PDF-native extraction vs. vision models for document processing (pymupdf.io)

🤖 AI Summary
Google’s Gemini 3.0 has reignited interest in multimodal document AI, but vendors integrating VLMs report persistent errors on complex layouts, formatting (strikethroughs, fonts), and bounding boxes. The core issue: vision models treat PDFs as images—rendering pages to pixels and using huge neural nets to simultaneously OCR, detect layout, and interpret semantics—which is powerful but costly, lossy, and hard to correct. For born-digital PDFs this is inefficient: rendering destroys embedded text, font/decoration metadata, vector graphics, annotations and reading-order hints that are already explicit in the file. PDF-native extraction (exemplified by PyMuPDF-Layout) reads PDF internals instead of reconstructing them. That yields perfect text fidelity (including formatting), vector-aware table detection driven by a GNN plus vector analysis (reported 97% table-structure accuracy on complex finance docs), and far lower resource needs—CPU inference, ~1.8M parameters, sub-second processing—versus multi-billion-parameter VLMs on GPUs. Scanned pages are handled via selective OCR (Tesseract, with options for other engines), while handwritten or highly degraded scans may still favor vision models. The practical takeaway: for invoices, contracts, reports and other born-digital documents, PDF-native pipelines are faster, cheaper and more accurate; use vision models primarily when pixels are the only source of truth.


## WHAT IS EXPECTED:
Spot each line in the records below where the word "name" occurs, then copy it.

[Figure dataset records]
============
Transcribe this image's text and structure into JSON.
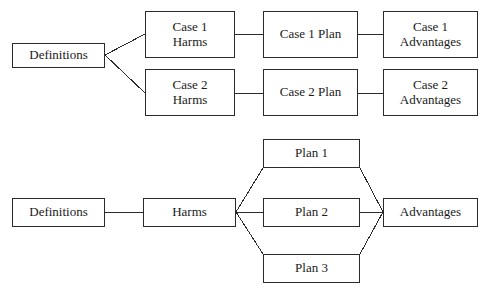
{
  "diagram": {
    "type": "flow-diagram",
    "title_visible": false,
    "background_color": "#ffffff",
    "line_color": "#2b2b2b",
    "text_color": "#1a1a1a",
    "panels": [
      {
        "id": "case-structure-top",
        "name": "two-case-parallel-structure",
        "nodes": [
          {
            "id": "top-definitions",
            "lines": [
              "Definitions"
            ],
            "x": 12,
            "y": 43,
            "w": 93,
            "h": 25
          },
          {
            "id": "case1-harms",
            "lines": [
              "Case 1",
              "Harms"
            ],
            "x": 145,
            "y": 11,
            "w": 90,
            "h": 47
          },
          {
            "id": "case2-harms",
            "lines": [
              "Case 2",
              "Harms"
            ],
            "x": 145,
            "y": 69,
            "w": 90,
            "h": 47
          },
          {
            "id": "case1-plan",
            "lines": [
              "Case 1 Plan"
            ],
            "x": 263,
            "y": 11,
            "w": 95,
            "h": 47
          },
          {
            "id": "case2-plan",
            "lines": [
              "Case 2 Plan"
            ],
            "x": 263,
            "y": 69,
            "w": 95,
            "h": 47
          },
          {
            "id": "case1-advantages",
            "lines": [
              "Case 1",
              "Advantages"
            ],
            "x": 383,
            "y": 11,
            "w": 95,
            "h": 47
          },
          {
            "id": "case2-advantages",
            "lines": [
              "Case 2",
              "Advantages"
            ],
            "x": 383,
            "y": 69,
            "w": 95,
            "h": 47
          }
        ],
        "edges": [
          {
            "from": "top-definitions",
            "to": "case1-harms",
            "points": [
              [
                105,
                55
              ],
              [
                145,
                34
              ]
            ]
          },
          {
            "from": "top-definitions",
            "to": "case2-harms",
            "points": [
              [
                105,
                55
              ],
              [
                145,
                93
              ]
            ]
          },
          {
            "from": "case1-harms",
            "to": "case1-plan",
            "points": [
              [
                235,
                34
              ],
              [
                263,
                34
              ]
            ]
          },
          {
            "from": "case2-harms",
            "to": "case2-plan",
            "points": [
              [
                235,
                93
              ],
              [
                263,
                93
              ]
            ]
          },
          {
            "from": "case1-plan",
            "to": "case1-advantages",
            "points": [
              [
                358,
                34
              ],
              [
                383,
                34
              ]
            ]
          },
          {
            "from": "case2-plan",
            "to": "case2-advantages",
            "points": [
              [
                358,
                93
              ],
              [
                383,
                93
              ]
            ]
          }
        ]
      },
      {
        "id": "case-structure-bottom",
        "name": "single-case-multi-plan-structure",
        "nodes": [
          {
            "id": "bottom-definitions",
            "lines": [
              "Definitions"
            ],
            "x": 12,
            "y": 198,
            "w": 93,
            "h": 29
          },
          {
            "id": "bottom-harms",
            "lines": [
              "Harms"
            ],
            "x": 143,
            "y": 198,
            "w": 93,
            "h": 29
          },
          {
            "id": "plan-1",
            "lines": [
              "Plan 1"
            ],
            "x": 263,
            "y": 139,
            "w": 97,
            "h": 29
          },
          {
            "id": "plan-2",
            "lines": [
              "Plan 2"
            ],
            "x": 263,
            "y": 198,
            "w": 97,
            "h": 29
          },
          {
            "id": "plan-3",
            "lines": [
              "Plan 3"
            ],
            "x": 263,
            "y": 254,
            "w": 97,
            "h": 29
          },
          {
            "id": "bottom-advantages",
            "lines": [
              "Advantages"
            ],
            "x": 383,
            "y": 198,
            "w": 95,
            "h": 29
          }
        ],
        "edges": [
          {
            "from": "bottom-definitions",
            "to": "bottom-harms",
            "points": [
              [
                105,
                212
              ],
              [
                143,
                212
              ]
            ]
          },
          {
            "from": "bottom-harms",
            "to": "plan-1",
            "points": [
              [
                236,
                212
              ],
              [
                263,
                168
              ]
            ]
          },
          {
            "from": "bottom-harms",
            "to": "plan-2",
            "points": [
              [
                236,
                212
              ],
              [
                263,
                212
              ]
            ]
          },
          {
            "from": "bottom-harms",
            "to": "plan-3",
            "points": [
              [
                236,
                212
              ],
              [
                263,
                254
              ]
            ]
          },
          {
            "from": "plan-1",
            "to": "bottom-advantages",
            "points": [
              [
                360,
                168
              ],
              [
                383,
                212
              ]
            ]
          },
          {
            "from": "plan-2",
            "to": "bottom-advantages",
            "points": [
              [
                360,
                212
              ],
              [
                383,
                212
              ]
            ]
          },
          {
            "from": "plan-3",
            "to": "bottom-advantages",
            "points": [
              [
                360,
                254
              ],
              [
                383,
                212
              ]
            ]
          }
        ]
      }
    ]
  }
}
============
## TASK OUTPUT:
        "name": "two-case-parallel-structure",
        "name": "single-case-multi-plan-structure",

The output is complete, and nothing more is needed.